Source:No Limits: How Craig Heatley Became a Top New Zealand Entrepreneur

"William McGowan was able to launch MCI to compete with AT&T. Ted Turner was able to create Turner Broadcasting. Hundreds of millions of dollars were raised through the sale of junk bonds and used to build new companies."

Source:Dealings

"McCaw gave Hopper extraordinary freedom to design and close the deal. Hopper loved the independence, but sometimes when he wanted to confer with McCaw, he couldn't find him: McCaw would be kayak- ing or flying somewhere or busy with the cable division. The idea that this might inconvenience his executives would have astonished McCaw, who felt he was giving them a gift by not being around. "If somebody's got the ball, it is theirs to run," says McCaw. "If I hang around and act important and give orders, I'm going to wreck the whole thing." So he kept his hands off the AT&T negotiations. "I don't think McCaw met an AT&T executive until years after," Hopper says."

Source:Money From Thin Air - The Story of Craig McCaw

"The McCaw offer put LIN into play, because management did not own enough of the company to unilaterally reject a buyout. Now anyone could top the McCaw offer.

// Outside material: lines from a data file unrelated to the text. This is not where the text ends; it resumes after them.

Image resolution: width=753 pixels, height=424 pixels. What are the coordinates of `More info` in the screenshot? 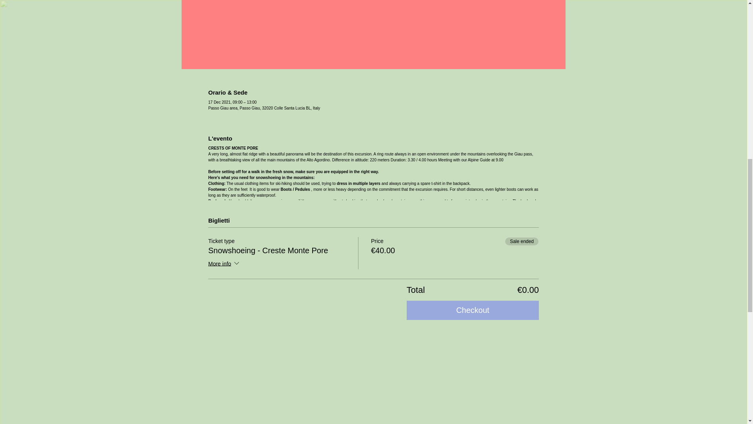 It's located at (224, 264).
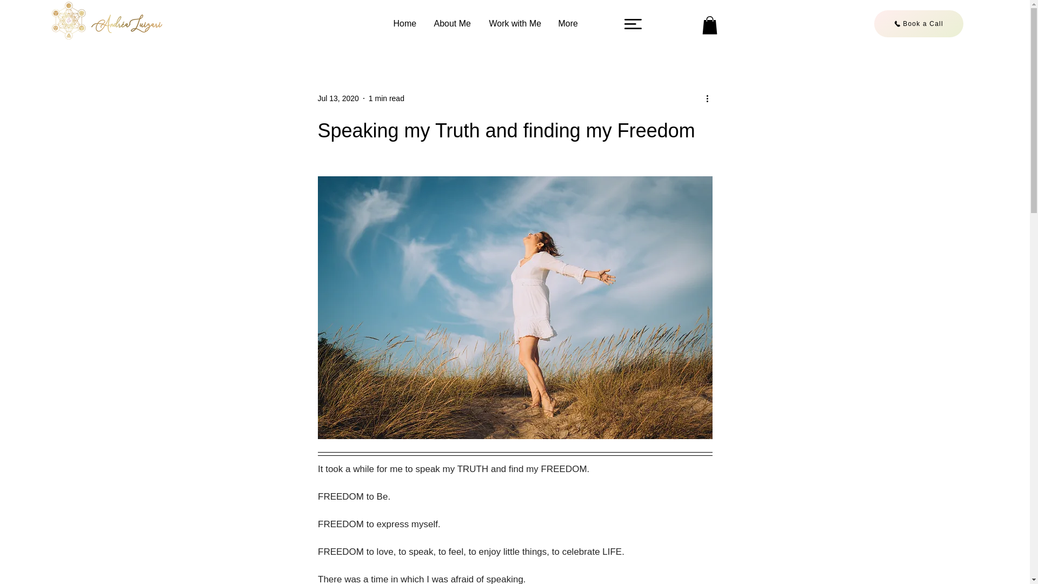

But the McCaw team had planned its moves carefully, having studied LIN's finances, its management, and its strategic position, as well as other potential bidders, such as South- western Bell, US West, and even the big-daddy long shot, AT&T. Perry called it "reverse engineering" any potential opposition, and it wasn't that hard to do. Because of McCaw's many partnerships and the avail- ability of public documents filed with the FCC, positions were relatively easy to assess. "That was all in the mental database," says Perry. "If you have to hire people to come in and do that, it would have taken forever." As a result, "we knew more about LIN Broadcasting, the people who could buy LIN, the regulatory issues, the taxes, the [legal"

Source:Money From Thin Air - The Story of Craig McCaw

"What lies ahead for Craig McCaw? Expect the unexpected. He could spend years staying on course, expanding his companies, and enjoying the result. But just as his face begins to appear again on the covers of magazines that celebrate his triumphs, look for a change. He hates routine. He gets restless when a venture begins to succeed and his presence is less essential. Having built and sold two national companies, McCaw could wake up one morning and decide to sell one or all of his present companies. One possible scenario would be a sale of Nextel to a bigger company that needs a wireless presence, or a sale of Teledesic to a huge global player such as AT&T. There could be important strategic reasons for such a sale, but he wouldn't sell his empire merely for strategy or money, but to move on to new challenges. Or he would find a way to make his routine more interesting. He could pull in new partners, raise his bets,"

Source:Money From Thin Air - The Story of Craig McCaw

"It's always a two-edged sword. If people know what you're trying to do and they recognize that it's a good idea, they may try to do it themselves. So that really put us in the course of doing one of two things: either being enemies [with AT&T] or friends, because once they launched on it and they realized that this was a good idea to be in the service side of the business as opposed to the manufac- turing side, we really had a choice, which is we're going to meet them in the marketplace head-on or we're going to work together. Because we wanted them to be a great manufacturer, it was actu- ally a fairly tough issue. So we went along and said: Well, where will this go?"